When a template or DIY builder may be enough.

  • The site is temporary, experimental, or primarily personal.
  • The offer and page structure are straightforward and unlikely to change.
  • The business can accept familiar design and platform constraints.
  • The owner accepts becoming the strategist, writer, tester, and site operator.

Time to move beyond it

Signs the business has outgrown the shortcut.

  • The site looks interchangeable with cheaper competitors.
  • Qualified visitors still need the offer explained manually.
  • Performance, mobile experience, or accessibility is difficult to control.
  • Required integrations and workflows are fighting the platform.
  • The money saved upfront is being repaid through owner time, lost trust, or rebuilding.

Why Build The Base

The work starts with the business constraint, not a preferred template.

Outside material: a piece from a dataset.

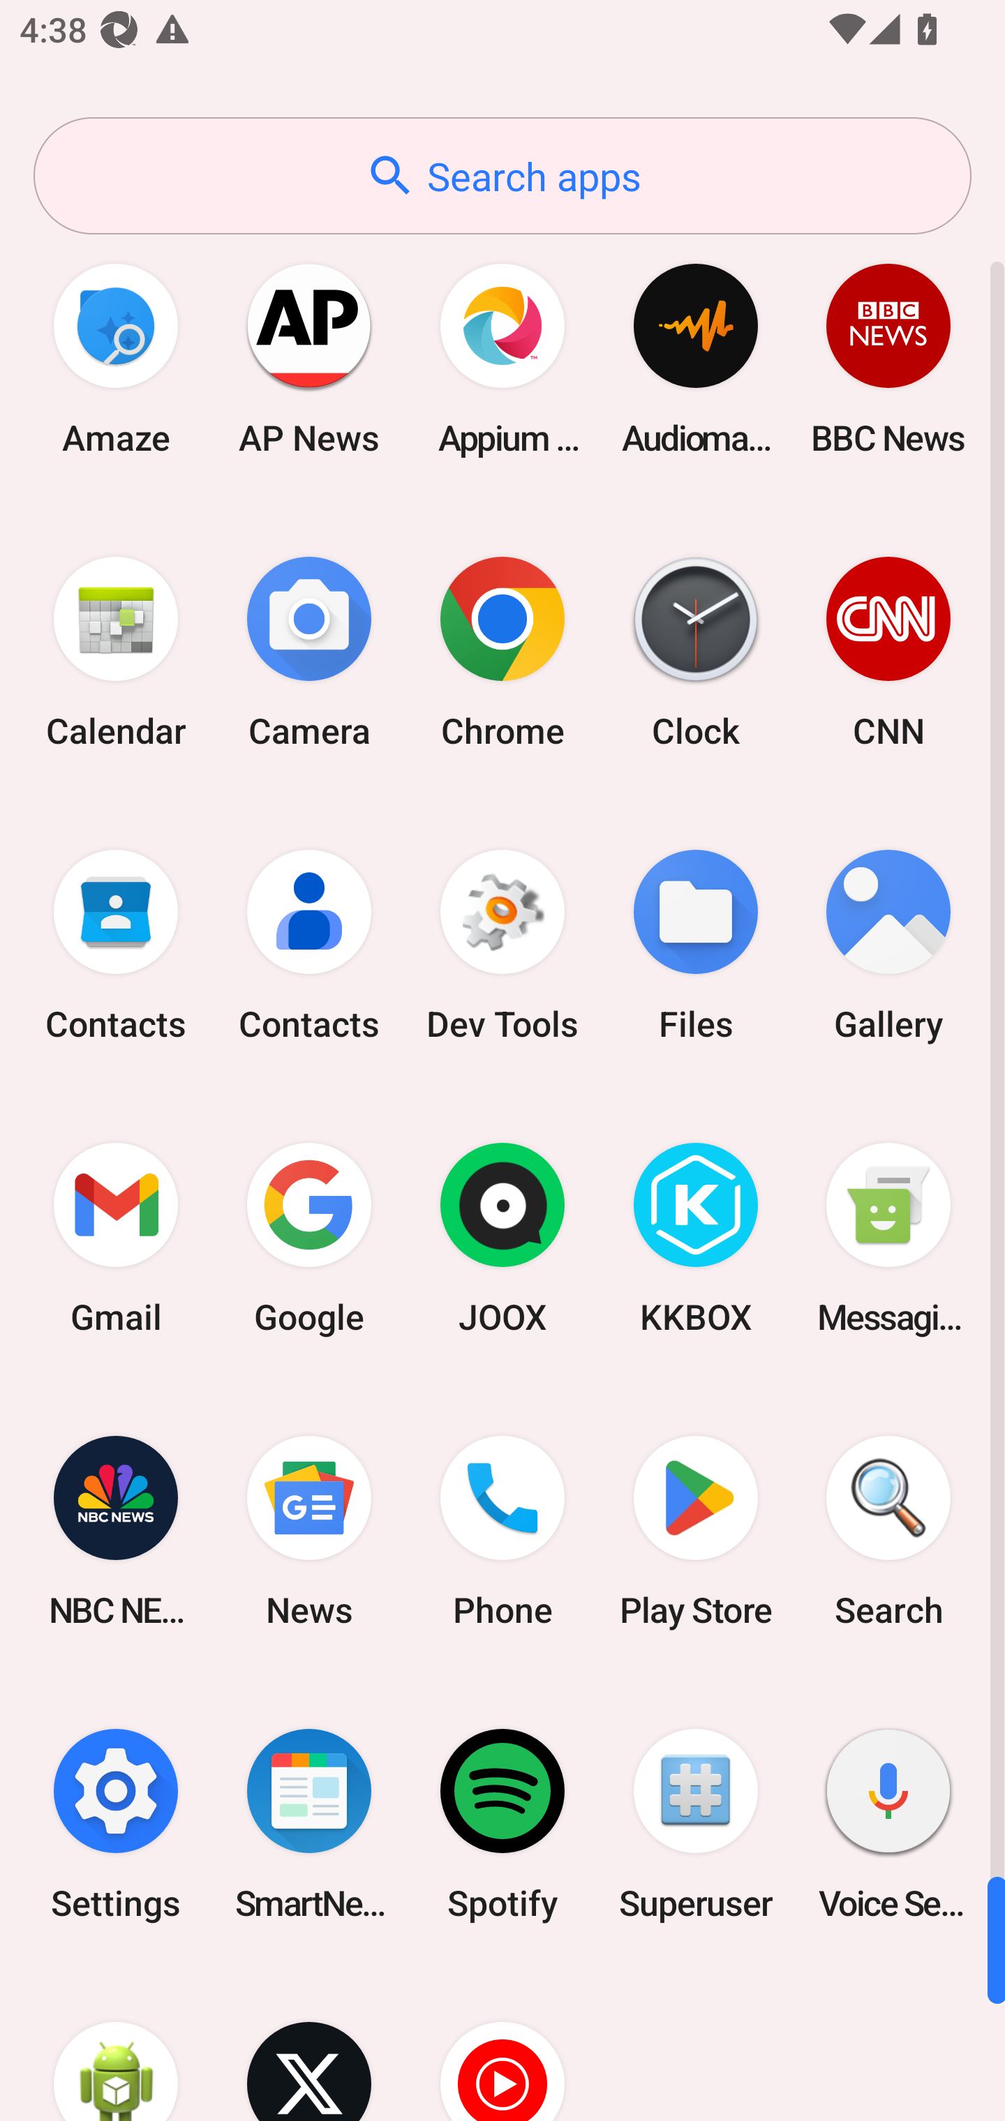  Describe the element at coordinates (116, 1824) in the screenshot. I see `Settings` at that location.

Positioning, offer, audience, and proof are resolved before visual polish.

Conversion paths and measurement are designed into the build.

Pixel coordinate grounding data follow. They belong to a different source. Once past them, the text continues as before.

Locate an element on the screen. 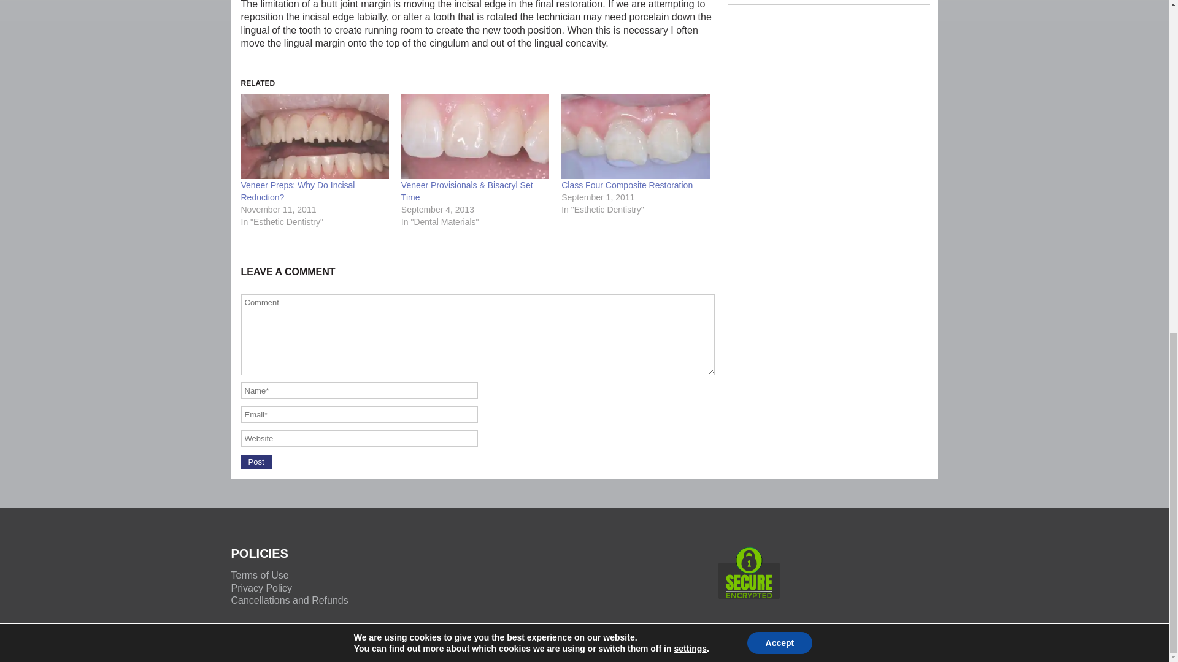  Veneer Preps: Why Do Incisal Reduction? is located at coordinates (297, 191).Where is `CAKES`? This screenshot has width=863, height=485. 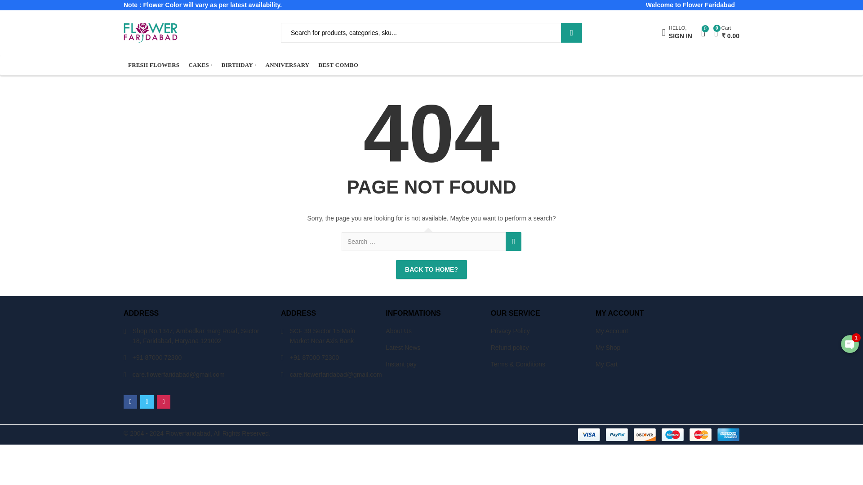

Performance and mobile quality are implementation requirements.

Websites can connect to software, automation, CRM, analytics, and operations.

Scope is chosen around fit rather than forcing every client into the same package.

Post-launch support and ongoing optimization remain available.

Choose by stage

Match the website investment to the consequence of getting it wrong.

Template or DIY

Testing an idea

Use a template or DIY builder when immediate publishing matters more than differentiation, control, and owner time.

Freelancer

Defined scope

Use a capable freelancer when strategy is complete and one specialist can own execution.

Custom strategic build

Growth and complexity

Use Build The Base when credibility, conversion, systems, and long-term performance must work together.

Common questions

Questions buyers ask before choosing.

Is a custom website better than a template?+

Not for every situation. A template can be adequate when the site only needs to exist and the business accepts standard structure and design. Custom becomes valuable when credibility, differentiation, conversion, performance, integrations, or growth materially affect the business.

When is a DIY website builder enough?+

DIY builders can be reasonable for temporary pages, personal projects, prototypes, and low-stakes launches with simple requirements. They become a false economy when owner time, generic positioning, platform constraints, rebuilding, or missed opportunities cost more than the original shortcut saved.

When is a custom website worth the investment?+

A custom website is worth considering when it influences meaningful sales, referrals, trust, lead quality, operations, or expansion. The investment should be tied to the constraint the website must remove, not cosmetic novelty.

Should I hire a freelancer or a traditional agency?+

A freelancer can be a strong fit when the scope is settled and one specialist can own it. A traditional agency can provide broad capacity, but may add account overhead and handoffs. Confirm who owns strategy, implementation quality, communication, and post-launch accountability.

Can you work with my existing site?+

Yes, when the current platform provides enough control to improve structure, performance, and conversion. Build The Base does not typically work inside WordPress or rigid template systems when their technical constraints prevent the required implementation quality; in those cases, a rebuild is usually the cleaner recommendation.

Your next step

Start with the business need. We will recommend the right build.